The withholding of Palestinian tax revenues is also having grave consequences. The Ministry of Health is reported to be operating facilities only two days a week rather than five, while more than 860 medicines were reported out of stock or at critically low levels in early June. This is forcing more vulnerable patients to seek care from already pressured charitable and faith-based providers.
St Luke’s Hospital in Nablus, operated by the Episcopal Diocese of Jerusalem, is absorbing a growing number of patients who cannot afford care and who can no longer rely on public provision. It continues to serve patients according to need, despite unprecedented demand and severe constraints.
For Christians in Jerusalem and across the West Bank, these pressures are also a direct FoRB concern. Christian families face insecurity, economic hardship, restrictions on movement and access, harassment and settler violence, including when trying to reach holy sites and places of worship. These conditions are contributing to emigration and to the gradual erosion of the indigenous Christian presence in the Holy Land.
Protecting this presence is not simply about safeguarding a religious minority.

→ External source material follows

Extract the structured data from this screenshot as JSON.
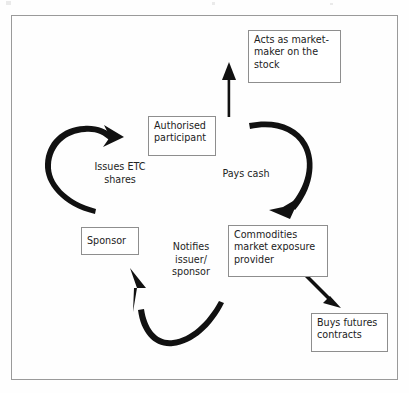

It is about defending the pluralism, dignity and shared heritage of the region, and ensuring that people of all faiths can live, worship and contribute to their communities without fear.
Urgent advocacy asks
The UK Government should use every available diplomatic channel to press for:
- An immediate and sustained ceasefire in Gaza, with effective protection for civilians;
- Safe, unrestricted and sustained humanitarian access throughout Gaza, including fuel, medicines, food, water, shelter materials and medical equipment;
- Protection for healthcare facilities, patients, health workers and humanitarian personnel in line with international humanitarian law;
- An end to settler violence and actions that obstruct safe access to homes, land, livelihoods, healthcare and places of worship in the West Bank;
- The release of Palestinian tax revenues to allow essential public institutions, particularly the Ministry of Health, to function;
- Protection for Christian communities, their properties and their freedom to worship, including safe and non-discriminatory access to holy sites;
Humanitarian action, protection of civilians and freedom of religion or belief cannot be separated. The people and institutions continuing to serve in Gaza and the West Bank need more than expressions of concern: they need protection, access, accountability and sustained international action now.